* Problem to solve: Search the listing below, and show each line that includes the word "will".

* Working data:
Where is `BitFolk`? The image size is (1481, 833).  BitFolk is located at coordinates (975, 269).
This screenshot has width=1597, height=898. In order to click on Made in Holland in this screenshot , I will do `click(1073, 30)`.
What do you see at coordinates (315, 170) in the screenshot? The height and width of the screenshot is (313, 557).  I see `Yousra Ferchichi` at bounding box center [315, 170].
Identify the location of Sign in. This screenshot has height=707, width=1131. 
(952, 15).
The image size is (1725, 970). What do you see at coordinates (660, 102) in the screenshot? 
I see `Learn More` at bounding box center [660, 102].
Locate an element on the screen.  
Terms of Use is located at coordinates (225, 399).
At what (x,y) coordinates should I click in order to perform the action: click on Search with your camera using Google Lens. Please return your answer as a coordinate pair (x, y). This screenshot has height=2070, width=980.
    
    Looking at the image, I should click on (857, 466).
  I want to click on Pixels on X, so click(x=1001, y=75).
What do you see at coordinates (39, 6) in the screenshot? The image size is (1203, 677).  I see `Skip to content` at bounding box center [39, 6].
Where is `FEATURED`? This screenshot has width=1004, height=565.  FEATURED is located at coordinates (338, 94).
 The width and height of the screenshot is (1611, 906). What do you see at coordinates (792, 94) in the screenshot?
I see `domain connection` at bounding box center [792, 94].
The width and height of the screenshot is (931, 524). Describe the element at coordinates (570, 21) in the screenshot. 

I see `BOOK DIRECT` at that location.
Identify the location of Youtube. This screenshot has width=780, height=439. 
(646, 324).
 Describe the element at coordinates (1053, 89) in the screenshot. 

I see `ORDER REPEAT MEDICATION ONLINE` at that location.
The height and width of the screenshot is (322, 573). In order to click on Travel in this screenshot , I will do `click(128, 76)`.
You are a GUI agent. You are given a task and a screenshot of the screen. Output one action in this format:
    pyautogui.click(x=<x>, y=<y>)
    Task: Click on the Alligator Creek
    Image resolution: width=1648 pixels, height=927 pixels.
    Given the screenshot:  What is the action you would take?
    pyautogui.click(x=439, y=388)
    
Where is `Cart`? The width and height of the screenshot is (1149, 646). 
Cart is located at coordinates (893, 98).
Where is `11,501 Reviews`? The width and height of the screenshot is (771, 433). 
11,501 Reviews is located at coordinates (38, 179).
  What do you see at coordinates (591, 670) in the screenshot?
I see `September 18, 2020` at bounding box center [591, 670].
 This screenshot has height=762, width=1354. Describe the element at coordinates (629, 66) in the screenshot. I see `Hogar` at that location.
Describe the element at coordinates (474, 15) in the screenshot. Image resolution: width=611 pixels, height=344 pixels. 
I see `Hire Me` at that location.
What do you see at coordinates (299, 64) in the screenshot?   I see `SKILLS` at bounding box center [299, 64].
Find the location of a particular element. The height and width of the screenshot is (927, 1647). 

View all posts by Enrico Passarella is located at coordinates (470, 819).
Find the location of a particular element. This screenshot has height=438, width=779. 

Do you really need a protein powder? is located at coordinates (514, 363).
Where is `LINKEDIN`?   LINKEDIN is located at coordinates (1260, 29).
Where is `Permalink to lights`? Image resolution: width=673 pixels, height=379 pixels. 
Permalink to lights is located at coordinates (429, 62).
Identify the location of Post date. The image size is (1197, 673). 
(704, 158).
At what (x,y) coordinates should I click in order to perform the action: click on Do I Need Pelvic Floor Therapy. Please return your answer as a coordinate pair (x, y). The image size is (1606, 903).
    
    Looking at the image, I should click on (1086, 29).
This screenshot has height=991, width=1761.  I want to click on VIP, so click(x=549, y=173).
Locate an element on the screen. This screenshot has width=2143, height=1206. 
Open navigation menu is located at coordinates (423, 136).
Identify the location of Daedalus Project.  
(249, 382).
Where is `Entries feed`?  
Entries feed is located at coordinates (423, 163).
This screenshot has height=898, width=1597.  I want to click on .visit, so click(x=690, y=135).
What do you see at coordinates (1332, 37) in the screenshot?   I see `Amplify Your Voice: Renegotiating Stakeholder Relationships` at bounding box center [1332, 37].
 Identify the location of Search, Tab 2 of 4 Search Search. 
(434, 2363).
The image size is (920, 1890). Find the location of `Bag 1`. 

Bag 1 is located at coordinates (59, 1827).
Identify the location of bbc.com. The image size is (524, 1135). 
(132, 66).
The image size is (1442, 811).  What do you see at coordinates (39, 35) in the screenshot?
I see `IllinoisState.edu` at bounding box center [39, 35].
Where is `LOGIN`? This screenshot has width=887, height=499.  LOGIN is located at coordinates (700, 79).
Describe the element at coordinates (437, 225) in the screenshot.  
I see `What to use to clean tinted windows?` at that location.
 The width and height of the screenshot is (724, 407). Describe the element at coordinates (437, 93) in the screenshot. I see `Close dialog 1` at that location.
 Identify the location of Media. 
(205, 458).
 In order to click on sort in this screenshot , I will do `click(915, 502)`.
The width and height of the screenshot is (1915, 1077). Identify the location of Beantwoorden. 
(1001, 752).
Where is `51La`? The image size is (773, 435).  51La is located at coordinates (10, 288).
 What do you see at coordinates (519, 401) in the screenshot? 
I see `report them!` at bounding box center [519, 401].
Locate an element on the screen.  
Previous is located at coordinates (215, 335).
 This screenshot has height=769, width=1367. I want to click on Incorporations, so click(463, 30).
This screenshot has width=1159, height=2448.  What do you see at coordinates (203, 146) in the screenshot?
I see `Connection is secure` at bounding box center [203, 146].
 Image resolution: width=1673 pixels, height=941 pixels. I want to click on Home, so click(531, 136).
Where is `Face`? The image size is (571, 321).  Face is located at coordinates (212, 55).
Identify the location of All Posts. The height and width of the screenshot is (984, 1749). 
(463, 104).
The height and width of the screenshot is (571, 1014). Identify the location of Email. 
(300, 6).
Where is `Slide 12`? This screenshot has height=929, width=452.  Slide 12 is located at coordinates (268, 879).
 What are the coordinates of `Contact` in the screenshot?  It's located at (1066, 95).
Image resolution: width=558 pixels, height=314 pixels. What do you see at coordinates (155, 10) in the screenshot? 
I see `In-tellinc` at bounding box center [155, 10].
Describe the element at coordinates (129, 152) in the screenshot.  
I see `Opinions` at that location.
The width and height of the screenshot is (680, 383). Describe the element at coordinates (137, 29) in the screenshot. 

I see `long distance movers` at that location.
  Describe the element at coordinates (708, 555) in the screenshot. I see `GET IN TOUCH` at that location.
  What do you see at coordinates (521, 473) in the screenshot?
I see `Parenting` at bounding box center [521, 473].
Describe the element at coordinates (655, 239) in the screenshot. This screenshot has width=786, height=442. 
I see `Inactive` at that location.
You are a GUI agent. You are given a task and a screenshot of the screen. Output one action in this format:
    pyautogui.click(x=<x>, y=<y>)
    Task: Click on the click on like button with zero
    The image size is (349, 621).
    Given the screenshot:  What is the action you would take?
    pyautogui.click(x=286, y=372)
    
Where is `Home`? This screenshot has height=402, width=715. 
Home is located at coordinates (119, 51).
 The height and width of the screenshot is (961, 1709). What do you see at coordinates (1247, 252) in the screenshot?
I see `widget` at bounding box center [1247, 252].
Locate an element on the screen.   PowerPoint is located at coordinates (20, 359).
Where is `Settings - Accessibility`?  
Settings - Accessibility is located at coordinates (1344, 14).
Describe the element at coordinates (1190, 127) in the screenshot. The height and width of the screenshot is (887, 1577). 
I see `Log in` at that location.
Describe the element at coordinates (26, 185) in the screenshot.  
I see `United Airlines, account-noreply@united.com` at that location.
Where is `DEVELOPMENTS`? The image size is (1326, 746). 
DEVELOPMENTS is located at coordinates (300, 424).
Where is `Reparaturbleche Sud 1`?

* Solution to the problem:
This screenshot has width=1597, height=898. In order to click on Made in Holland in this screenshot , I will do `click(1073, 30)`.
The height and width of the screenshot is (322, 573). In order to click on Travel in this screenshot , I will do `click(128, 76)`.
 In order to click on sort in this screenshot , I will do `click(915, 502)`.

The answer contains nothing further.